The financial tab on student profiles is the center of a lot of the action in Billing. You can invoice charges, record and apply payments, and get students set up with tuition schedules and other plans. And, of course, you can find or easily link to anything you need to know about a student's account—whether you're double-checking a couple of outstanding invoices or hunting down a voided payment from two terms ago.

Then you charge your students

As students begin enrolling in courses, getting charged for tuition and fees, and making payments, you'll have two perspectives on what students owe and what they've paid: Current and By Term.

Current captures anything outstanding—pending charges, student balances, unpaid invoices, and unapplied payments and credits. These are the items that require you to take some kind of action—invoicing charges, applying credits, zeroing out balances, and so forth.

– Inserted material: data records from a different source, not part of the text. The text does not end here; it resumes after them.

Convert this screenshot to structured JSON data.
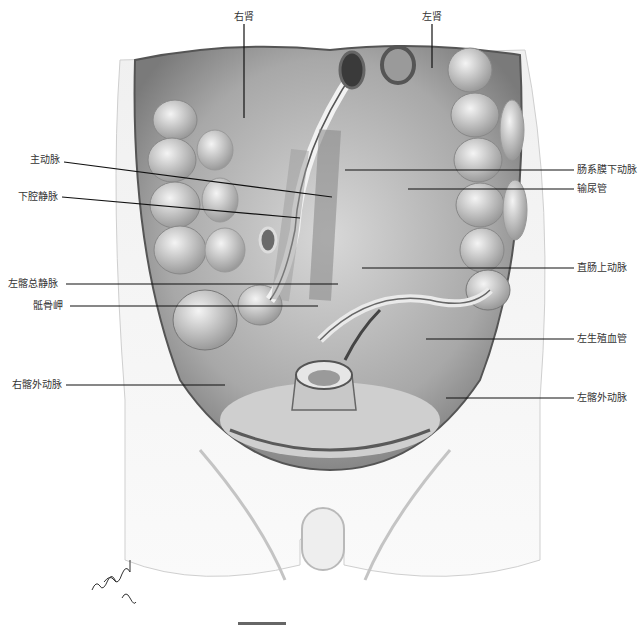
{
  "figure": {
    "signature": "Yury Wind MD",
    "labels": {
      "top": [
        {
          "id": "right-kidney",
          "text": "右肾",
          "x": 244,
          "y": 18,
          "pointer": [
            244,
            22,
            244,
            118
          ]
        },
        {
          "id": "left-kidney",
          "text": "左肾",
          "x": 432,
          "y": 18,
          "pointer": [
            432,
            22,
            432,
            68
          ]
        }
      ],
      "left": [
        {
          "id": "aorta",
          "text": "主动脉",
          "x": 68,
          "y": 160,
          "pointer": [
            64,
            162,
            332,
            197
          ]
        },
        {
          "id": "ivc",
          "text": "下腔静脉",
          "x": 68,
          "y": 197,
          "pointer": [
            62,
            197,
            300,
            218
          ]
        },
        {
          "id": "left-common-iliac-vein",
          "text": "左髂总静脉",
          "x": 68,
          "y": 283,
          "pointer": [
            66,
            284,
            338,
            284
          ]
        },
        {
          "id": "sacral-promontory",
          "text": "骶骨岬",
          "x": 68,
          "y": 305,
          "pointer": [
            68,
            306,
            318,
            306
          ]
        },
        {
          "id": "right-external-iliac-artery",
          "text": "右髂外动脉",
          "x": 68,
          "y": 384,
          "pointer": [
            64,
            385,
            225,
            385
          ]
        }
      ],
      "right": [
        {
          "id": "inferior-mesenteric-artery",
          "text": "肠系膜下动脉",
          "x": 578,
          "y": 170,
          "pointer": [
            345,
            170,
            574,
            170
          ]
        },
        {
          "id": "ureter",
          "text": "输尿管",
          "x": 578,
          "y": 189,
          "pointer": [
            408,
            189,
            574,
            189
          ]
        },
        {
          "id": "superior-rectal-artery",
          "text": "直肠上动脉",
          "x": 578,
          "y": 267,
          "pointer": [
            362,
            268,
            574,
            268
          ]
        },
        {
          "id": "left-gonadal-vessel",
          "text": "左生殖血管",
          "x": 578,
          "y": 338,
          "pointer": [
            426,
            339,
            574,
            339
          ]
        },
        {
          "id": "left-external-iliac-artery",
          "text": "左髂外动脉",
          "x": 578,
          "y": 398,
          "pointer": [
            446,
            398,
            574,
            398
          ]
        }
      ]
    },
    "colors": {
      "background": "#ffffff",
      "label_text": "#333333",
      "leader_line": "#111111",
      "tissue_light": "#e4e4e4",
      "tissue_mid": "#b8b8b8",
      "tissue_dark": "#6e6e6e"
    }
  }
}
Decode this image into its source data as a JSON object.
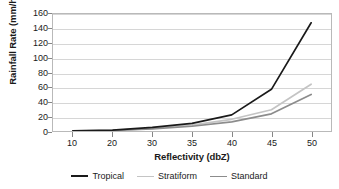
{
  "chart_data": {
    "type": "line",
    "title": "",
    "xlabel": "Reflectivity (dbZ)",
    "ylabel": "Rainfall Rate (mm/hr)",
    "categories": [
      "10",
      "20",
      "30",
      "35",
      "40",
      "45",
      "50"
    ],
    "x": [
      10,
      20,
      30,
      35,
      40,
      45,
      50
    ],
    "ylim": [
      0,
      160
    ],
    "yticks": [
      0,
      20,
      40,
      60,
      80,
      100,
      120,
      140,
      160
    ],
    "ytick_labels": [
      "0",
      "20",
      "40",
      "60",
      "80",
      "100",
      "120",
      "140",
      "160"
    ],
    "grid": true,
    "grid_axis": "y",
    "legend_position": "bottom",
    "series": [
      {
        "name": "Tropical",
        "color": "#1a1a1a",
        "width": 1.7,
        "values": [
          0.3,
          1.2,
          5.0,
          10.5,
          22.0,
          57.0,
          148.0
        ]
      },
      {
        "name": "Stratiform",
        "color": "#c4c4c4",
        "width": 1.7,
        "values": [
          0.2,
          0.8,
          3.5,
          8.0,
          16.0,
          29.0,
          64.0
        ]
      },
      {
        "name": "Standard",
        "color": "#8c8c8c",
        "width": 1.7,
        "values": [
          0.2,
          0.7,
          3.0,
          6.5,
          12.5,
          23.5,
          50.0
        ]
      }
    ]
  },
  "axis": {
    "y_title": "Rainfall Rate (mm/hr)",
    "x_title": "Reflectivity (dbZ)"
  },
  "legend": {
    "items": [
      {
        "label": "Tropical",
        "color": "#1a1a1a"
      },
      {
        "label": "Stratiform",
        "color": "#c4c4c4"
      },
      {
        "label": "Standard",
        "color": "#8c8c8c"
      }
    ]
  },
  "colors": {
    "background": "#ffffff",
    "gridline": "#d6d6d6",
    "frame": "#b9b9b9",
    "text": "#1a1a1a",
    "tropical": "#1a1a1a",
    "stratiform": "#c4c4c4",
    "standard": "#8c8c8c"
  }
}
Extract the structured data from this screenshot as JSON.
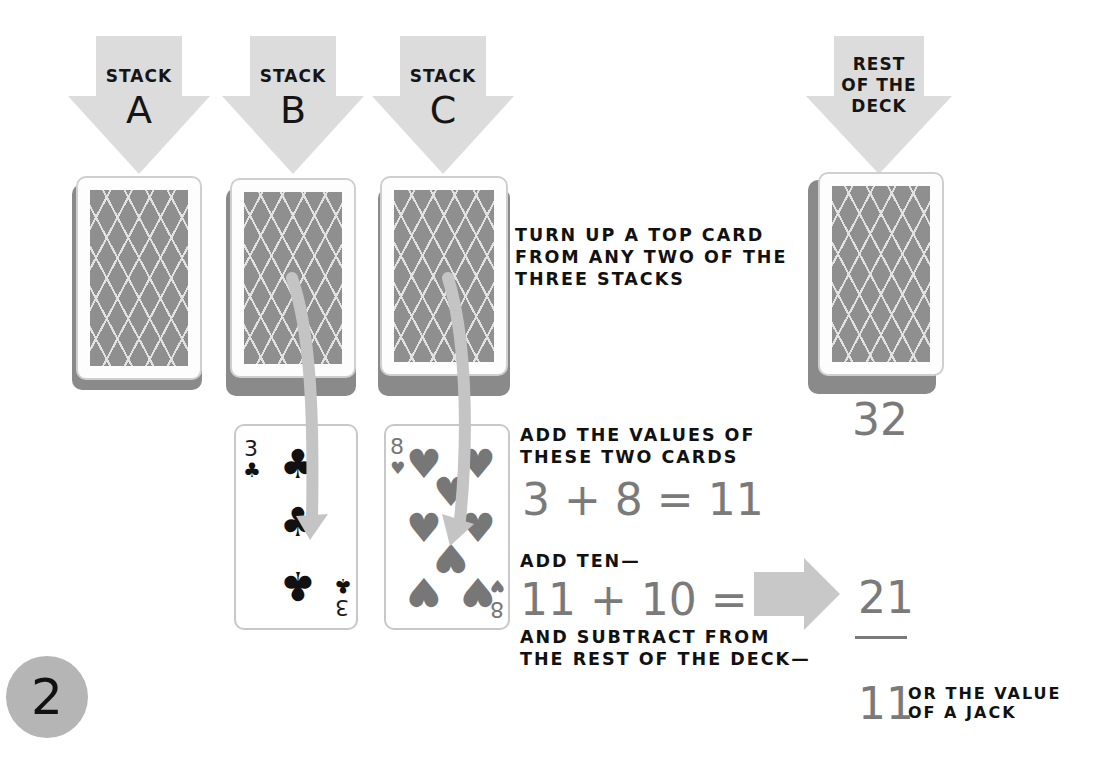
{
  "stacks": [
    {
      "label_small": "STACK",
      "label_big": "A"
    },
    {
      "label_small": "STACK",
      "label_big": "B"
    },
    {
      "label_small": "STACK",
      "label_big": "C"
    }
  ],
  "deck": {
    "label_lines": [
      "REST",
      "OF THE",
      "DECK"
    ],
    "count": "32"
  },
  "instructions": {
    "turn_up": [
      "TURN UP A TOP CARD",
      "FROM ANY TWO OF THE",
      "THREE STACKS"
    ],
    "add_values": [
      "ADD THE VALUES OF",
      "THESE TWO CARDS"
    ],
    "add_ten": "ADD TEN—",
    "subtract": [
      "AND SUBTRACT FROM",
      "THE REST OF THE DECK—"
    ]
  },
  "equations": {
    "sum_cards": "3 + 8 = 11",
    "plus_ten": "11 + 10 = 21"
  },
  "result": {
    "subtrahend": "21",
    "answer": "11",
    "answer_note": [
      "OR THE VALUE",
      "OF A JACK"
    ]
  },
  "revealed_cards": [
    {
      "rank": "3",
      "suit": "clubs",
      "suit_glyph": "♣"
    },
    {
      "rank": "8",
      "suit": "hearts",
      "suit_glyph": "♥"
    }
  ],
  "step": {
    "number": "2"
  },
  "colors": {
    "arrow_fill": "#d9d9d9",
    "card_back": "#8f8f8f",
    "accent_gray": "#7a7a7a",
    "badge": "#b5b5b5"
  }
}
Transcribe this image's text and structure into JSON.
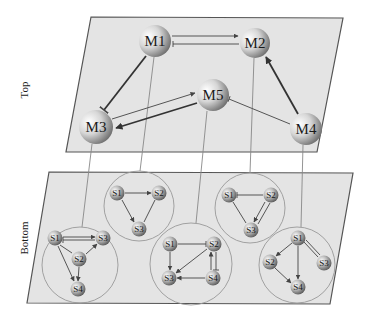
{
  "labels": {
    "top": "Top",
    "bottom": "Bottom"
  },
  "top_layer": {
    "nodes": [
      {
        "id": "M1",
        "label": "M1",
        "x": 155,
        "y": 41,
        "r": 16
      },
      {
        "id": "M2",
        "label": "M2",
        "x": 255,
        "y": 43,
        "r": 15
      },
      {
        "id": "M3",
        "label": "M3",
        "x": 96,
        "y": 127,
        "r": 17
      },
      {
        "id": "M4",
        "label": "M4",
        "x": 306,
        "y": 129,
        "r": 16
      },
      {
        "id": "M5",
        "label": "M5",
        "x": 213,
        "y": 95,
        "r": 16
      }
    ],
    "edges": [
      {
        "from": "M1",
        "to": "M2",
        "type": "activation"
      },
      {
        "from": "M2",
        "to": "M1",
        "type": "inhibition"
      },
      {
        "from": "M1",
        "to": "M3",
        "type": "inhibition"
      },
      {
        "from": "M3",
        "to": "M5",
        "type": "activation"
      },
      {
        "from": "M5",
        "to": "M3",
        "type": "activation"
      },
      {
        "from": "M4",
        "to": "M2",
        "type": "activation"
      },
      {
        "from": "M4",
        "to": "M5",
        "type": "inhibition"
      }
    ]
  },
  "bottom_layer": {
    "clusters": [
      {
        "module": "M3",
        "cx": 80,
        "cy": 265,
        "r": 38,
        "nodes": [
          {
            "label": "S1",
            "x": 55,
            "y": 238
          },
          {
            "label": "S3",
            "x": 103,
            "y": 238
          },
          {
            "label": "S2",
            "x": 79,
            "y": 259
          },
          {
            "label": "S4",
            "x": 78,
            "y": 289
          }
        ]
      },
      {
        "module": "M1",
        "cx": 139,
        "cy": 206,
        "r": 35,
        "nodes": [
          {
            "label": "S1",
            "x": 117,
            "y": 193
          },
          {
            "label": "S2",
            "x": 159,
            "y": 193
          },
          {
            "label": "S3",
            "x": 139,
            "y": 229
          }
        ]
      },
      {
        "module": "M5",
        "cx": 191,
        "cy": 264,
        "r": 41,
        "nodes": [
          {
            "label": "S1",
            "x": 170,
            "y": 244
          },
          {
            "label": "S2",
            "x": 214,
            "y": 244
          },
          {
            "label": "S3",
            "x": 169,
            "y": 278
          },
          {
            "label": "S4",
            "x": 213,
            "y": 278
          }
        ]
      },
      {
        "module": "M2",
        "cx": 250,
        "cy": 208,
        "r": 35,
        "nodes": [
          {
            "label": "S1",
            "x": 229,
            "y": 195
          },
          {
            "label": "S2",
            "x": 271,
            "y": 195
          },
          {
            "label": "S3",
            "x": 251,
            "y": 230
          }
        ]
      },
      {
        "module": "M4",
        "cx": 297,
        "cy": 265,
        "r": 38,
        "nodes": [
          {
            "label": "S1",
            "x": 298,
            "y": 238
          },
          {
            "label": "S2",
            "x": 270,
            "y": 262
          },
          {
            "label": "S3",
            "x": 324,
            "y": 263
          },
          {
            "label": "S4",
            "x": 298,
            "y": 287
          }
        ]
      }
    ]
  },
  "colors": {
    "plane_fill": "#e4e4e4",
    "plane_stroke": "#555555",
    "node_light": "#ffffff",
    "node_dark": "#6e6e6e"
  }
}
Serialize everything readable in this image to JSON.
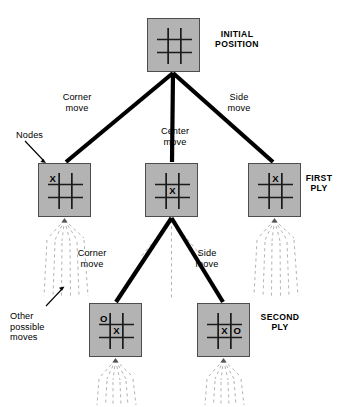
{
  "diagram": {
    "background_color": "#ffffff",
    "node_fill_color": "#b3b3b3",
    "node_border_color": "#4d4d4d",
    "edge_color": "#000000",
    "dashed_color": "#b0b0b0",
    "grid_color": "#1a1a1a"
  },
  "levels": [
    {
      "id": "root",
      "label": "INITIAL\nPOSITION"
    },
    {
      "id": "ply1",
      "label": "FIRST\nPLY"
    },
    {
      "id": "ply2",
      "label": "SECOND\nPLY"
    }
  ],
  "annotations": {
    "nodes_label": "Nodes",
    "other_moves_label": "Other\npossible\nmoves"
  },
  "edges": [
    {
      "id": "root-left",
      "label": "Corner\nmove"
    },
    {
      "id": "root-center",
      "label": "Center\nmove"
    },
    {
      "id": "root-right",
      "label": "Side\nmove"
    },
    {
      "id": "ply1-left",
      "label": "Corner\nmove"
    },
    {
      "id": "ply1-right",
      "label": "Side\nmove"
    }
  ],
  "nodes": [
    {
      "id": "root",
      "name": "initial-position",
      "x": 147,
      "y": 18,
      "w": 53,
      "h": 54,
      "marks": []
    },
    {
      "id": "ply1-corner",
      "name": "first-ply-corner",
      "x": 38,
      "y": 163,
      "w": 53,
      "h": 54,
      "marks": [
        {
          "cell": "top-left",
          "symbol": "X"
        }
      ]
    },
    {
      "id": "ply1-center",
      "name": "first-ply-center",
      "x": 145,
      "y": 163,
      "w": 53,
      "h": 54,
      "marks": [
        {
          "cell": "middle-center",
          "symbol": "X"
        }
      ]
    },
    {
      "id": "ply1-side",
      "name": "first-ply-side",
      "x": 248,
      "y": 163,
      "w": 53,
      "h": 54,
      "marks": [
        {
          "cell": "top-center",
          "symbol": "X"
        }
      ]
    },
    {
      "id": "ply2-corner",
      "name": "second-ply-corner",
      "x": 89,
      "y": 303,
      "w": 53,
      "h": 54,
      "marks": [
        {
          "cell": "top-left",
          "symbol": "O"
        },
        {
          "cell": "middle-center",
          "symbol": "X"
        }
      ]
    },
    {
      "id": "ply2-side",
      "name": "second-ply-side",
      "x": 197,
      "y": 303,
      "w": 53,
      "h": 54,
      "marks": [
        {
          "cell": "middle-center",
          "symbol": "X"
        },
        {
          "cell": "middle-right",
          "symbol": "O"
        }
      ]
    }
  ],
  "text_positions": {
    "initial_position": {
      "x": 207,
      "y": 32
    },
    "first_ply": {
      "x": 303,
      "y": 175
    },
    "second_ply": {
      "x": 256,
      "y": 314
    },
    "corner_move_1": {
      "x": 72,
      "y": 93
    },
    "center_move_1": {
      "x": 170,
      "y": 127
    },
    "side_move_1": {
      "x": 238,
      "y": 93
    },
    "corner_move_2": {
      "x": 90,
      "y": 249
    },
    "side_move_2": {
      "x": 188,
      "y": 249
    },
    "nodes": {
      "x": 17,
      "y": 131
    },
    "other_moves": {
      "x": 10,
      "y": 313
    }
  }
}
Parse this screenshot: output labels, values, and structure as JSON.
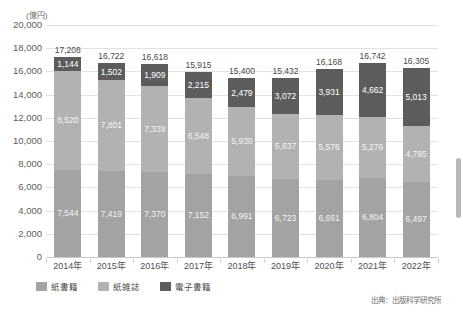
{
  "axis": {
    "unit_label": "(億円)",
    "y_ticks": [
      "20,000",
      "18,000",
      "16,000",
      "14,000",
      "12,000",
      "10,000",
      "8,000",
      "6,000",
      "4,000",
      "2,000",
      "0"
    ],
    "x_labels": [
      "2014年",
      "2015年",
      "2016年",
      "2017年",
      "2018年",
      "2019年",
      "2020年",
      "2021年",
      "2022年"
    ]
  },
  "legend": {
    "items": [
      {
        "label": "紙書籍",
        "color": "#a3a3a3",
        "swatch": "book"
      },
      {
        "label": "紙雑誌",
        "color": "#b2b2b2",
        "swatch": "mag"
      },
      {
        "label": "電子書籍",
        "color": "#5c5c5c",
        "swatch": "ebook"
      }
    ]
  },
  "source": {
    "text": "出典：出版科学研究所"
  },
  "scrollbar": {
    "name": "vertical-scrollbar"
  },
  "totals": [
    "17,208",
    "16,722",
    "16,618",
    "15,915",
    "15,400",
    "15,432",
    "16,168",
    "16,742",
    "16,305"
  ],
  "labels": {
    "ebook": [
      "1,144",
      "1,502",
      "1,909",
      "2,215",
      "2,479",
      "3,072",
      "3,931",
      "4,662",
      "5,013"
    ],
    "mag": [
      "8,520",
      "7,801",
      "7,339",
      "6,548",
      "5,930",
      "5,637",
      "5,576",
      "5,276",
      "4,795"
    ],
    "book": [
      "7,544",
      "7,419",
      "7,370",
      "7,152",
      "6,991",
      "6,723",
      "6,661",
      "6,804",
      "6,497"
    ]
  },
  "chart_data": {
    "type": "bar",
    "title": "",
    "subtitle": "",
    "xlabel": "",
    "ylabel": "(億円)",
    "ylim": [
      0,
      20000
    ],
    "ytick_step": 2000,
    "grid": true,
    "stacked": true,
    "legend_position": "bottom-left",
    "categories": [
      "2014年",
      "2015年",
      "2016年",
      "2017年",
      "2018年",
      "2019年",
      "2020年",
      "2021年",
      "2022年"
    ],
    "series": [
      {
        "name": "紙書籍",
        "color": "#a3a3a3",
        "values": [
          7544,
          7419,
          7370,
          7152,
          6991,
          6723,
          6661,
          6804,
          6497
        ]
      },
      {
        "name": "紙雑誌",
        "color": "#b2b2b2",
        "values": [
          8520,
          7801,
          7339,
          6548,
          5930,
          5637,
          5576,
          5276,
          4795
        ]
      },
      {
        "name": "電子書籍",
        "color": "#5c5c5c",
        "values": [
          1144,
          1502,
          1909,
          2215,
          2479,
          3072,
          3931,
          4662,
          5013
        ]
      }
    ],
    "totals": [
      17208,
      16722,
      16618,
      15915,
      15400,
      15432,
      16168,
      16742,
      16305
    ],
    "annotations": [
      "出典：出版科学研究所"
    ]
  }
}
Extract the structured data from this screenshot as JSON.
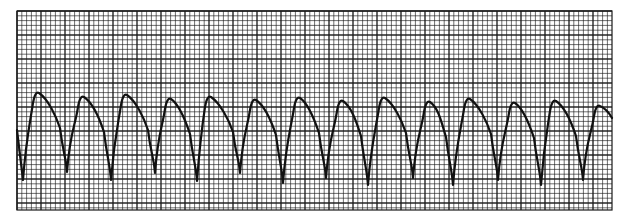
{
  "strip": {
    "title": "ECG rhythm strip",
    "background_color": "#ffffff",
    "grid_color": "#1a1a1a",
    "trace_color": "#111111"
  },
  "chart_data": {
    "type": "line",
    "title": "",
    "xlabel": "",
    "ylabel": "",
    "grid": true,
    "legend": null,
    "grid_spec": {
      "left_px": 17,
      "right_px": 612,
      "top_px": 11,
      "bottom_px": 210,
      "major_spacing_px": 24,
      "minor_spacing_px": 4.8,
      "major_columns": 25,
      "major_rows": 8
    },
    "complex_count": 14,
    "mean_cycle_length_px": 43,
    "trough_x_px": [
      23,
      67,
      111,
      155,
      197,
      240,
      283,
      326,
      368,
      413,
      453,
      498,
      541,
      583
    ],
    "trough_y_px": [
      180,
      172,
      180,
      173,
      181,
      173,
      183,
      178,
      185,
      178,
      185,
      180,
      185,
      180
    ],
    "peak_x_px": [
      36,
      81,
      124,
      168,
      208,
      253,
      297,
      340,
      382,
      427,
      467,
      512,
      553,
      597
    ],
    "peak_y_px": [
      93,
      97,
      95,
      99,
      97,
      100,
      98,
      101,
      98,
      102,
      99,
      103,
      101,
      106
    ],
    "trace_start": [
      17,
      130
    ],
    "trace_end": [
      612,
      118
    ]
  }
}
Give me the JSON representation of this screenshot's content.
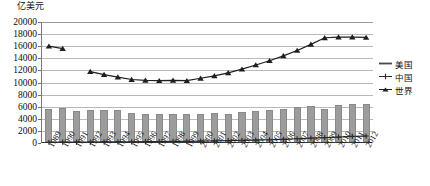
{
  "axis_caption": "亿美元",
  "legend": {
    "items": [
      {
        "label": "美国",
        "marker": "line",
        "color": "#4a4a4a",
        "name": "legend-item-usa"
      },
      {
        "label": "中国",
        "marker": "cross",
        "color": "#2b2b2b",
        "name": "legend-item-china"
      },
      {
        "label": "世界",
        "marker": "triangle",
        "color": "#1f1f1f",
        "name": "legend-item-world"
      }
    ]
  },
  "chart_data": {
    "type": "bar",
    "title": "",
    "subtitle": "",
    "xlabel": "",
    "ylabel": "亿美元",
    "ylim": [
      0,
      20000
    ],
    "ytick_step": 2000,
    "yticks": [
      20000,
      18000,
      16000,
      14000,
      12000,
      10000,
      8000,
      6000,
      4000,
      2000,
      0
    ],
    "grid": true,
    "legend_position": "right",
    "categories": [
      "1989",
      "1990",
      "1991",
      "1992",
      "1993",
      "1994",
      "1995",
      "1996",
      "1997",
      "1998",
      "1999",
      "2000",
      "2001",
      "2002",
      "2003",
      "2004",
      "2005",
      "2006",
      "2007",
      "2008",
      "2009",
      "2010",
      "2011",
      "2012"
    ],
    "series": [
      {
        "name": "美国",
        "type": "bar",
        "color": "#9c9c9c",
        "values": [
          5400,
          5600,
          5150,
          5300,
          5350,
          5250,
          4750,
          4700,
          4650,
          4600,
          4600,
          4550,
          4800,
          4600,
          4900,
          5150,
          5350,
          5400,
          5750,
          5950,
          5450,
          6200,
          6250,
          6300
        ]
      },
      {
        "name": "中国",
        "type": "line",
        "color": "#2b2b2b",
        "values": [
          120,
          130,
          140,
          160,
          180,
          190,
          200,
          220,
          240,
          260,
          280,
          320,
          340,
          380,
          420,
          480,
          540,
          610,
          700,
          790,
          880,
          980,
          1080,
          1150
        ]
      },
      {
        "name": "世界",
        "type": "line",
        "color": "#1f1f1f",
        "values": [
          16000,
          15600,
          null,
          11800,
          11300,
          10900,
          10500,
          10350,
          10300,
          10350,
          10300,
          10700,
          11100,
          11600,
          12200,
          12900,
          13600,
          14400,
          15300,
          16300,
          17400,
          17500,
          17500,
          17450
        ]
      }
    ]
  }
}
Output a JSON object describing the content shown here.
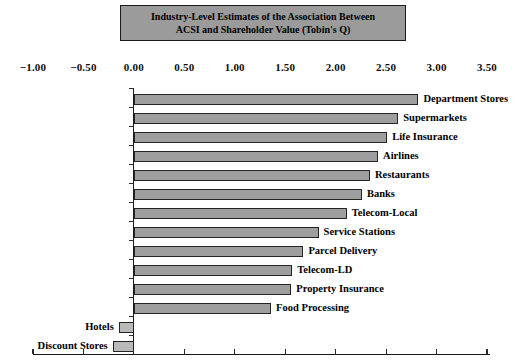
{
  "title": {
    "line1": "Industry-Level Estimates of the Association Between",
    "line2": "ACSI and Shareholder Value (Tobin's Q)"
  },
  "colors": {
    "background": "#ffffff",
    "title_box_fill": "#9b9b9b",
    "title_box_border": "#1a1a1a",
    "bar_fill_positive": "#9e9e9e",
    "bar_fill_negative": "#b9b9b9",
    "bar_border": "#242424",
    "axis": "#1a1a1a",
    "text": "#000000"
  },
  "chart_data": {
    "type": "bar",
    "orientation": "horizontal",
    "title": "Industry-Level Estimates of the Association Between ACSI and Shareholder Value (Tobin's Q)",
    "xlabel": "",
    "ylabel": "",
    "xlim": [
      -1.0,
      3.6
    ],
    "grid": false,
    "legend": false,
    "axis_labels_position": "top",
    "x_ticks": [
      "−1.00",
      "−0.50",
      "0.00",
      "0.50",
      "1.00",
      "1.50",
      "2.00",
      "2.50",
      "3.00",
      "3.50"
    ],
    "x_tick_values": [
      -1.0,
      -0.5,
      0.0,
      0.5,
      1.0,
      1.5,
      2.0,
      2.5,
      3.0,
      3.5
    ],
    "categories": [
      "Department Stores",
      "Supermarkets",
      "Life Insurance",
      "Airlines",
      "Restaurants",
      "Banks",
      "Telecom-Local",
      "Service Stations",
      "Parcel Delivery",
      "Telecom-LD",
      "Property Insurance",
      "Food Processing",
      "Hotels",
      "Discount Stores"
    ],
    "values": [
      2.82,
      2.62,
      2.51,
      2.42,
      2.34,
      2.26,
      2.11,
      1.83,
      1.68,
      1.57,
      1.56,
      1.36,
      -0.15,
      -0.21
    ]
  }
}
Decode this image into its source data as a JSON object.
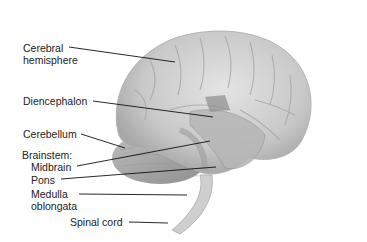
{
  "diagram": {
    "labels": [
      {
        "id": "cerebral",
        "lines": [
          "Cerebral",
          "hemisphere"
        ]
      },
      {
        "id": "diencephalon",
        "lines": [
          "Diencephalon"
        ]
      },
      {
        "id": "cerebellum",
        "lines": [
          "Cerebellum"
        ]
      },
      {
        "id": "brainstem",
        "lines": [
          "Brainstem:"
        ]
      },
      {
        "id": "midbrain",
        "lines": [
          "Midbrain"
        ]
      },
      {
        "id": "pons",
        "lines": [
          "Pons"
        ]
      },
      {
        "id": "medulla",
        "lines": [
          "Medulla",
          "oblongata"
        ]
      },
      {
        "id": "spinal",
        "lines": [
          "Spinal cord"
        ]
      }
    ]
  }
}
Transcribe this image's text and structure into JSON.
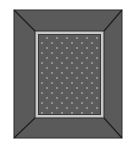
{
  "image": {
    "subject": "picture-frame-icon",
    "description": "Dark gray picture frame with beveled corners, light gray inner mat border, and a dark dotted picture area"
  },
  "colors": {
    "background": "#ffffff",
    "frame_fill": "#5a5a5a",
    "frame_edge": "#2b2b2b",
    "bevel_line": "#1e1e1e",
    "mat_light": "#c8c8c8",
    "mat_dark": "#3a3a3a",
    "picture_fill": "#5c5c5c",
    "dot_color": "#a8a8a8"
  }
}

By Term presents you with summary reports of a particular Academic Term's charges and billing activity. Each tab lets you export the information or email the students in view with a single click.

See the totals

Reporting gives you an overall view of things invoiced (charges and credits) and things paid (paid to you or refunded by you) over any date range you need. A few clicks will show you how much you've invoiced and how much you've taken in over any time period.

Embed documents in Populi with Scribd

We've been working on a lot of things lately—some big, some little—one of which is a just-now-released integration with Scribd. Scribd is a web-based service that lets you upload documents, slideshows, spreadsheets, presentations, etc. into an easily-embeddable and shareable format. If you get a Scribd account (they're free!), you can upload files there and share them in Populi just by pasting the URL in a News item, Course Dashboard, Lesson, or Discussion.

Correct horse battery staple

Here's a fine comic from xkcd that made the rounds a few months ago. We confess to being guilty as charged as to encouraging users to concoct passwords like Tr0ub4dor&3—while then telling everyone not to post it on a sticky note on your monitor. Passwords like correct horse battery staple are certainly much simpler to remember. Of course, we do require an uppercase letter and a number somewhere in your password, but that should be easy enough to work into a more memorable password.